A number of the industry’s biggest names had a difficult, some might say brutal, time in August http://www.bloomberg.com/news/articles/2015-09-10/are-hedge-funds-still-for-suckers-
These articles are very misleading. They are implying that these funds did poorly simply because stocks sold off. The fact of the matter is many of these funds are highly concentrated in emerging markets, in debt, currency and equity. They went there chasing yield because bond yields in the US are shit and dividend yields in the S&P are shit. This is what hedge funds get paid to do. Could some of them been better hedged? Perhaps. The problem is, hedging emerging market risk many times is simply adding additional risk. It's not as straightforward s hedging US exposure.
The value (or curse) of owning hedge funds will show during the next bear market. Not during a tiny 5% airpocket.
This image in the article was laugh out loud funny...http://assets.bwbx.io/images/ivXY_wbXfFQU/v1/-1x-1.jpg
Then it is unfortunate that you didn't understand it, John. "...But while hedge funds overall have outperformed the broader market this year, it comes after years of lagging far behind. In 2012-14, when the S&P 500 rose 13 percent, 29.6 percent, and 13.5 percent, respectively, the HFRX index was up only a few percentage points each year, if that. “August was a fair test, and many hedge funds had a tough time,” Simon Lack, author of The Hedge Fund Mirage, told the New York Times. They “failed to beat a 60/40 [stock and bond index] mix every single year since 2002, and they’re on track to repeat this year.” The California Public Employees’ Retirement System last year announced it was pulling its entire $4 billion out of hedge fund investments, arguing that they’re hard to understand and too expensive to justify the returns they provide. Expectations at that time ran high that other big pension funds and endowments would follow. The opposite happened."
Gabfly, the timing of the article happens right after a market correction. There is nothing new in that article. The above quotes have been going on for years, nothing is new there. They always roll out these articles when the market sells off and tries to make a correlation when there is none. There was nothing new to report here.
Is this the "timing" part you're referring to? ...They failed to beat a 60/40 [stock and bond index] mix every single year since 2002, and they’re on track to repeat this year.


Please copy out all lines of the entries that contain the word "force".

======== PROVIDED DATA

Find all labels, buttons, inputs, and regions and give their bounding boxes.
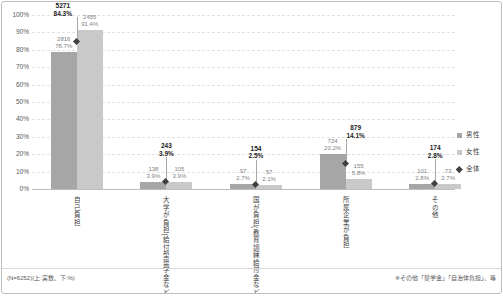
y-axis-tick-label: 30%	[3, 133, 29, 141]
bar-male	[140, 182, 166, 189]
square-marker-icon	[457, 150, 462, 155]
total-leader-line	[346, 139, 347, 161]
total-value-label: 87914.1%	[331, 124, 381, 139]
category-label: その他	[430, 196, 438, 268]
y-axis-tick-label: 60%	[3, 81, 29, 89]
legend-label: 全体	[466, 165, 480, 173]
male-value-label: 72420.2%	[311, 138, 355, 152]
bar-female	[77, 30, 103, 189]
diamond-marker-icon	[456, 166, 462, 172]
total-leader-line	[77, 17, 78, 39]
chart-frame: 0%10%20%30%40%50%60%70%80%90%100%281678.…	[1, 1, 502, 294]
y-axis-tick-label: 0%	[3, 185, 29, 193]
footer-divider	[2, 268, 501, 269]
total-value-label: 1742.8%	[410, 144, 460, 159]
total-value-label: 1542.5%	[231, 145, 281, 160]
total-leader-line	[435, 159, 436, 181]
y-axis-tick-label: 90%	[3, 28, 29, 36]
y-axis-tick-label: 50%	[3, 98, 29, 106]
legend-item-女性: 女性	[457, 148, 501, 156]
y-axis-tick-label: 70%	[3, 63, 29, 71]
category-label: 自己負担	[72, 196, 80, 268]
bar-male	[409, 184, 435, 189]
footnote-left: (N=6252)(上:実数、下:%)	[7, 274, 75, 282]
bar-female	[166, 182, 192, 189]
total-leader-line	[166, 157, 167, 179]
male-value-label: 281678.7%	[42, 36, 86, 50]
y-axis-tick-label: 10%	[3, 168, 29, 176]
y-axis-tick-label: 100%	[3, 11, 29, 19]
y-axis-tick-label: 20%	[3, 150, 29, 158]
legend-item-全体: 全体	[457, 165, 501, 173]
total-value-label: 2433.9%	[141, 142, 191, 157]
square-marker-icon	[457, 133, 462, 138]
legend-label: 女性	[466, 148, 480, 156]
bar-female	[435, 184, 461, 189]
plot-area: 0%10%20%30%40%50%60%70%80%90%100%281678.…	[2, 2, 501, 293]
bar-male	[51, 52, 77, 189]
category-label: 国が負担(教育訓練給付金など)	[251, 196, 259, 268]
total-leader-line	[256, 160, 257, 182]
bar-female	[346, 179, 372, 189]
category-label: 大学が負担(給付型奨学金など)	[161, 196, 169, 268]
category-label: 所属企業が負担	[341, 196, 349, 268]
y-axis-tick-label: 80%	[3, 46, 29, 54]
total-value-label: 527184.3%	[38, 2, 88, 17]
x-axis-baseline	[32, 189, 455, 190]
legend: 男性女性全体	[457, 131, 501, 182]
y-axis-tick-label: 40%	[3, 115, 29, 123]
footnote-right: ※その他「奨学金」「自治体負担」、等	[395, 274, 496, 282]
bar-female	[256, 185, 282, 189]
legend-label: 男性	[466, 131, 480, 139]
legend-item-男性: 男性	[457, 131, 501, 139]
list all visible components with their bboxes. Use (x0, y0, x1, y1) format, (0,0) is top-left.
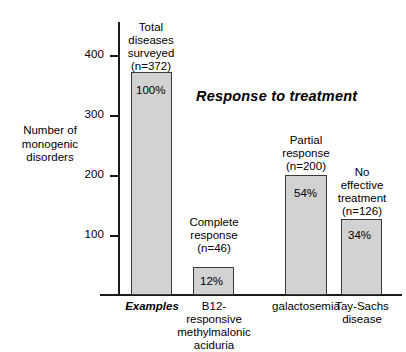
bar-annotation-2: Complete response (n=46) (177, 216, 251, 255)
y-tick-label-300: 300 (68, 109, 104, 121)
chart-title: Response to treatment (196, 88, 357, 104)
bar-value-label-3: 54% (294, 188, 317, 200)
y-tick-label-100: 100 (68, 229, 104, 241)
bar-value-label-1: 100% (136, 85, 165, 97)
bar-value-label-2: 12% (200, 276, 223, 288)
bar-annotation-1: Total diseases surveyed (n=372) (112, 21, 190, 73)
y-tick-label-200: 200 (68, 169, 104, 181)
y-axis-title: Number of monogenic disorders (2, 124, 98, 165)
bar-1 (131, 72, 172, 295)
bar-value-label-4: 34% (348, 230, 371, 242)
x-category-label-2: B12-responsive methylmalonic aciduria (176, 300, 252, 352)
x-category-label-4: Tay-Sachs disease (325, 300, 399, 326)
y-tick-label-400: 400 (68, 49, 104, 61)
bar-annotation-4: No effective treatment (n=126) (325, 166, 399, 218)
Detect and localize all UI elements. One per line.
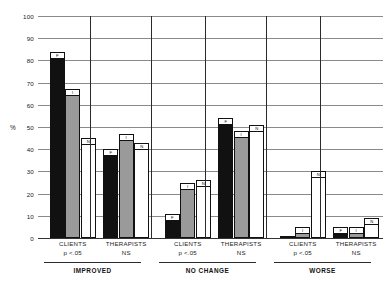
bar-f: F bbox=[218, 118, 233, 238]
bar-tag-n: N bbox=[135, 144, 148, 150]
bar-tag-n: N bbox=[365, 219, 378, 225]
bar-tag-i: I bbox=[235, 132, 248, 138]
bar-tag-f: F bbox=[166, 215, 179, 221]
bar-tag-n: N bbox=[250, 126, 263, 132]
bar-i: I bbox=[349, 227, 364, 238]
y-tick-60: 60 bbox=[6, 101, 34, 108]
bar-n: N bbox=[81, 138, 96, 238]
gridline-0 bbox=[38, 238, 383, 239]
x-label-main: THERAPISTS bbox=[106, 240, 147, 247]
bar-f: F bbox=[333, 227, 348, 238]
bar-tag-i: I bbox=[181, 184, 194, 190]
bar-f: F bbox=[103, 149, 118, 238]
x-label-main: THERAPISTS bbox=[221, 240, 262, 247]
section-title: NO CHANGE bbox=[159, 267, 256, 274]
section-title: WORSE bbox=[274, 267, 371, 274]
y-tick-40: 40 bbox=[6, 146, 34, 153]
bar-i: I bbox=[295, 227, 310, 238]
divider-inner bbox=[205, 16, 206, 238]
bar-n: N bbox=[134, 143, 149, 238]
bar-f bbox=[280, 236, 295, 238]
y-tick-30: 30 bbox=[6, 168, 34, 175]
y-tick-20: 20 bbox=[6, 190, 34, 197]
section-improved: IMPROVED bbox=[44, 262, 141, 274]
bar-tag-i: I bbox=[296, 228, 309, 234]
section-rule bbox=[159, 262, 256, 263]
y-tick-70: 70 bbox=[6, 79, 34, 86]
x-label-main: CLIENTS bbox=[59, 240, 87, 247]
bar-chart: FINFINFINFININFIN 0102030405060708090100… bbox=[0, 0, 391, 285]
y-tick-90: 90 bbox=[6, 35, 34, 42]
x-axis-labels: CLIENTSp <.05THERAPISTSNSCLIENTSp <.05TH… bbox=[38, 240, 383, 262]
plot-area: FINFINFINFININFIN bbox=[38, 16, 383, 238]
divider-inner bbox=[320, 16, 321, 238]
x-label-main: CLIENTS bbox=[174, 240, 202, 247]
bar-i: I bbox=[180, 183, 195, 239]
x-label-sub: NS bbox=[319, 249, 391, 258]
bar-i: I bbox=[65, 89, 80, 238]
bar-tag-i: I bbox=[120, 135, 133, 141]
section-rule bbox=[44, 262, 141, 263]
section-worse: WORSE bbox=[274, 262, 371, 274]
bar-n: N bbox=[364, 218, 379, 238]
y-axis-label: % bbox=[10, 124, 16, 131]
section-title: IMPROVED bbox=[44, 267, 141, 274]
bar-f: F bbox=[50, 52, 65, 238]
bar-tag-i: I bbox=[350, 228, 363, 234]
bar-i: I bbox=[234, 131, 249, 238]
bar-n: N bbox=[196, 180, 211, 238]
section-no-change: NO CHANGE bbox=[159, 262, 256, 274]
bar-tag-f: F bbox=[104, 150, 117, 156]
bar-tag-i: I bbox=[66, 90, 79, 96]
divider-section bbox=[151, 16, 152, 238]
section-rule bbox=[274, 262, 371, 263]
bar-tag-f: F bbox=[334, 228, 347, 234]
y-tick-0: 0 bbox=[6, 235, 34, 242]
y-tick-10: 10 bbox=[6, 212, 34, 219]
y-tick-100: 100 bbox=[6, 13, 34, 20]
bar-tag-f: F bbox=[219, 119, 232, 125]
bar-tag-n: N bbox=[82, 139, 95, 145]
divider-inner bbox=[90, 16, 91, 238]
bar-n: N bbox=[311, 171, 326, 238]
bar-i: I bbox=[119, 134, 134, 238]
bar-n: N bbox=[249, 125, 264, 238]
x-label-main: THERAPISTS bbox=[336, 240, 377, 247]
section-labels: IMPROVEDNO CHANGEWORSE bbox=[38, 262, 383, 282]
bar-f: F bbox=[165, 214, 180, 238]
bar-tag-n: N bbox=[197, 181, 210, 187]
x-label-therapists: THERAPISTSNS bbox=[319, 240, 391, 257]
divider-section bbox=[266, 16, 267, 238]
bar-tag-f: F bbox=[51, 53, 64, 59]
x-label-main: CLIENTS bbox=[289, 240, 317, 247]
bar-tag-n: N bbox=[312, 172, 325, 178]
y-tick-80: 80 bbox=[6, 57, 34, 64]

================
======== PROVIDED DATA

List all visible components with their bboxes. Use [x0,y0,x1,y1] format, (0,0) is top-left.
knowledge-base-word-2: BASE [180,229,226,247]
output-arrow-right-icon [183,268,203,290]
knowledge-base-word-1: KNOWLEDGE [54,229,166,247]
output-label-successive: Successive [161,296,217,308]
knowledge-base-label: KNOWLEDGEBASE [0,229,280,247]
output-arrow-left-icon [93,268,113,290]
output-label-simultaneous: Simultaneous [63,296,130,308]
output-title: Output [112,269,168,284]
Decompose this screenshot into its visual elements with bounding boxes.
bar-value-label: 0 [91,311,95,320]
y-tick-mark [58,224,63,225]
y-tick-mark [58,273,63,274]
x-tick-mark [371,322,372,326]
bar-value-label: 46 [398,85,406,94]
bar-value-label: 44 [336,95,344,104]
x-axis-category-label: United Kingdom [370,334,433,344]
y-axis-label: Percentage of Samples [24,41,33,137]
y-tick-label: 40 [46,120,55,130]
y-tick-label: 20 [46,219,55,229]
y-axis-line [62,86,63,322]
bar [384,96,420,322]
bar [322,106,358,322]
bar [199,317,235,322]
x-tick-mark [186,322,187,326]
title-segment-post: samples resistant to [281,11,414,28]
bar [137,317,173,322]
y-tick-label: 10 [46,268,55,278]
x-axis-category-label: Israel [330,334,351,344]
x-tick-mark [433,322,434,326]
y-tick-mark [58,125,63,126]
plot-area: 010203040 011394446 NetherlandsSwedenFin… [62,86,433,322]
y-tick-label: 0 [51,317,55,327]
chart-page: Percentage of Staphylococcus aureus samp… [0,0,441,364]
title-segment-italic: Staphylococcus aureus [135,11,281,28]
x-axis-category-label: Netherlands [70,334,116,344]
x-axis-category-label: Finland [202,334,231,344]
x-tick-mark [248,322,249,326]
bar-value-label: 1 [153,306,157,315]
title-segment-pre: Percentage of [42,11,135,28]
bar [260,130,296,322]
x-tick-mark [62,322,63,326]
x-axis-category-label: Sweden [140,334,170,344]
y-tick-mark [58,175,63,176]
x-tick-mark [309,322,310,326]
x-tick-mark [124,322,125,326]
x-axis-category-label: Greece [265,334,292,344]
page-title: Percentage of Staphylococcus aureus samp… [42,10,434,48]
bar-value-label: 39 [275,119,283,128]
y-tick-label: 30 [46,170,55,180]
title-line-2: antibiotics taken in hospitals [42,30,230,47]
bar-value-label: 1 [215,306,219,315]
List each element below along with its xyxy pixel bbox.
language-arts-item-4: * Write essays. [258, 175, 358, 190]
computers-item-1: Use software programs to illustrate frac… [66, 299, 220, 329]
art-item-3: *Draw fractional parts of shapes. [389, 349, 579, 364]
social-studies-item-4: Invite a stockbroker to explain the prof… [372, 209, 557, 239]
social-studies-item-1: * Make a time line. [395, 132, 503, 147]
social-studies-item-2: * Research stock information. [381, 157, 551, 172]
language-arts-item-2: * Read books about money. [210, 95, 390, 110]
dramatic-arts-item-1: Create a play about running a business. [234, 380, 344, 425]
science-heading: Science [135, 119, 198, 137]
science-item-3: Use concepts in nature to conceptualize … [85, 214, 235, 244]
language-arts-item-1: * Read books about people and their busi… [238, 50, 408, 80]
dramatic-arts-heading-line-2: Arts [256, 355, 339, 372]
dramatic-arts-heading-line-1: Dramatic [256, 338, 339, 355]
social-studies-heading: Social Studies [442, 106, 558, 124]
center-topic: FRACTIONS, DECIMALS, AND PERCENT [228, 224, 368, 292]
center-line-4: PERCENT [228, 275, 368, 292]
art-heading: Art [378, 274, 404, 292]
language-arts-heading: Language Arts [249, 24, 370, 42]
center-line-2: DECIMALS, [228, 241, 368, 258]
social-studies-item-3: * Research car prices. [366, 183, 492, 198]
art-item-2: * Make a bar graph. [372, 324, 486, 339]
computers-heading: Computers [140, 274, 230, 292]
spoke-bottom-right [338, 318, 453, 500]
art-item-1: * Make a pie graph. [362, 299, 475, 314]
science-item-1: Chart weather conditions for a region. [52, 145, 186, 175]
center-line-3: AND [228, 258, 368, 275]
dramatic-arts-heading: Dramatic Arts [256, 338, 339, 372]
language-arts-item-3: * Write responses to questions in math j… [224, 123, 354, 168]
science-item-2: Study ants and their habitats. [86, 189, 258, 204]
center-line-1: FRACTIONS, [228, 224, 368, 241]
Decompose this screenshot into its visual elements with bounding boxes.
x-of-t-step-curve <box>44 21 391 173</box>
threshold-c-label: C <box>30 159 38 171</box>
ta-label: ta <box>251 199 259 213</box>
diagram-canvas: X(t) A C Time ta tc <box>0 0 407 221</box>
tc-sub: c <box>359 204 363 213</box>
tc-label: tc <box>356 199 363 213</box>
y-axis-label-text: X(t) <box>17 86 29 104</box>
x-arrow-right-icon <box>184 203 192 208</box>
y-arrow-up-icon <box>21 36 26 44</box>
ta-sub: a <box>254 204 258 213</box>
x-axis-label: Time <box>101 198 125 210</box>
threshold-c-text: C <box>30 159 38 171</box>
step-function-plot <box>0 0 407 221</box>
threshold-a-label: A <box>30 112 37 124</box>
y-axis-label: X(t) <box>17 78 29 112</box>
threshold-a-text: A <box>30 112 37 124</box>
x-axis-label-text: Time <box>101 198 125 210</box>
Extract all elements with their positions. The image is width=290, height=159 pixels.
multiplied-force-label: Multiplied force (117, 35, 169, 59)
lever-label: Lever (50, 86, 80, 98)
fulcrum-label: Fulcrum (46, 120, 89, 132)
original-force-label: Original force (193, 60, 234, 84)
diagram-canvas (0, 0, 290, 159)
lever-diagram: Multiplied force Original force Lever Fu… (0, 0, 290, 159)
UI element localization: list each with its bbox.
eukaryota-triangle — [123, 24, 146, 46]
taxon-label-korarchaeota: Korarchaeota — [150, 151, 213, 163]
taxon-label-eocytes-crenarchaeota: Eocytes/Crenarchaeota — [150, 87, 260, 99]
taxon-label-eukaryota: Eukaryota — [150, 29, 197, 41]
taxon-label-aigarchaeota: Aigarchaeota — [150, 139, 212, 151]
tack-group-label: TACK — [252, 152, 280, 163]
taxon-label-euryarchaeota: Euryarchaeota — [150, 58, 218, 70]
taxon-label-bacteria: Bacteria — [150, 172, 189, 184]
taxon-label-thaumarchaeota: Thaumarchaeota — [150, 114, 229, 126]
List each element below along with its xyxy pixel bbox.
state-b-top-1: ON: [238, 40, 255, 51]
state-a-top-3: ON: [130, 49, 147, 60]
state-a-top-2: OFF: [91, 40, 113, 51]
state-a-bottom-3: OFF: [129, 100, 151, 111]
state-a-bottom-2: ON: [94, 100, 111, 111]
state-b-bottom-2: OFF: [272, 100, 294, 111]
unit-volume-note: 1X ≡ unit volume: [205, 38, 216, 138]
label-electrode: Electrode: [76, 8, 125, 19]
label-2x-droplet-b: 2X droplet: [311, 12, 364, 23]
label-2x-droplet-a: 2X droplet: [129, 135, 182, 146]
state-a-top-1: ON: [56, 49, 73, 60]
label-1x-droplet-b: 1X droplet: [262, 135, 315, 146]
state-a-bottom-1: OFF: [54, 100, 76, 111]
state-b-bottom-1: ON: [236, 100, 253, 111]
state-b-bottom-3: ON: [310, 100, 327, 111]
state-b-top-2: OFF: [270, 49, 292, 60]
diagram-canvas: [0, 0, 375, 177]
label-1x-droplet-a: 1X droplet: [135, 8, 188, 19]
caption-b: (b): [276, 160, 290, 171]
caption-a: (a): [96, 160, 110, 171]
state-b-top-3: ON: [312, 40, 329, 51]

================
======== PROVIDED DATA

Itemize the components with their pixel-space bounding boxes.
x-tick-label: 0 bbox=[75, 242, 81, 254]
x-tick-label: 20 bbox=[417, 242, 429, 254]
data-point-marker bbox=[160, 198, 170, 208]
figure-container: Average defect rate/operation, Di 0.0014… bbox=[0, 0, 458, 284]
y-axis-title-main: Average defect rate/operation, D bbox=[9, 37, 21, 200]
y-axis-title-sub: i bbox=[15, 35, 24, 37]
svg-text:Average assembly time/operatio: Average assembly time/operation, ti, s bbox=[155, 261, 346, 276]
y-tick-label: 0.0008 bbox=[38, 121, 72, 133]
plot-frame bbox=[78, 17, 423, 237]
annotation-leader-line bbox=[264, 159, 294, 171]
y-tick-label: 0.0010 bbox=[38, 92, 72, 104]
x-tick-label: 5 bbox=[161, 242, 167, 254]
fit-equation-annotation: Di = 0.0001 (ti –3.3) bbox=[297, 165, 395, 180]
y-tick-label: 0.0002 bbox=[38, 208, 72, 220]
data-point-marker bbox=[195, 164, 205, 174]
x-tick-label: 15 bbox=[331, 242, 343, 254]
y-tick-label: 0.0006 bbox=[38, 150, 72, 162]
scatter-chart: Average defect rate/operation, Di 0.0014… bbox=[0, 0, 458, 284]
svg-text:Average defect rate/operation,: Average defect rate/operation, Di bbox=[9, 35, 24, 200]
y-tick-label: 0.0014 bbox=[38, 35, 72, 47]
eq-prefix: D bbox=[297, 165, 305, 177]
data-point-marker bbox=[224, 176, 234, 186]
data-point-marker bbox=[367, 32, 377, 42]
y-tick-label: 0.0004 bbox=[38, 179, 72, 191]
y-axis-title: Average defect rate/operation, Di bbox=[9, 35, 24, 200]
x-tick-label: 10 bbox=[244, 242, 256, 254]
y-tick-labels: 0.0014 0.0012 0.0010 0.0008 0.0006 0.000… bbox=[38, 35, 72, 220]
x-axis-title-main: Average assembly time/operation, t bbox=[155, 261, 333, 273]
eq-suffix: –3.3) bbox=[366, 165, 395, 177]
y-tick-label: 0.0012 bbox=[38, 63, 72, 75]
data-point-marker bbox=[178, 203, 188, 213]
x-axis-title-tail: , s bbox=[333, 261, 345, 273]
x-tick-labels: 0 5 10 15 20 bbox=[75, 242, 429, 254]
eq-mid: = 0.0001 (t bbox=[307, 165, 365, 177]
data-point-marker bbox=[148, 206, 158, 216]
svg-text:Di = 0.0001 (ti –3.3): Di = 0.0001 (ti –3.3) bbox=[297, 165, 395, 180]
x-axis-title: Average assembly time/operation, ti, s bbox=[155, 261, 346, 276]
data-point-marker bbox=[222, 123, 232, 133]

================

EXERCISE RESULT.
multiplied-force-label: Multiplied force (117, 35, 169, 59)
original-force-label: Original force (193, 60, 234, 84)
lever-diagram: Multiplied force Original force Lever Fu… (0, 0, 290, 159)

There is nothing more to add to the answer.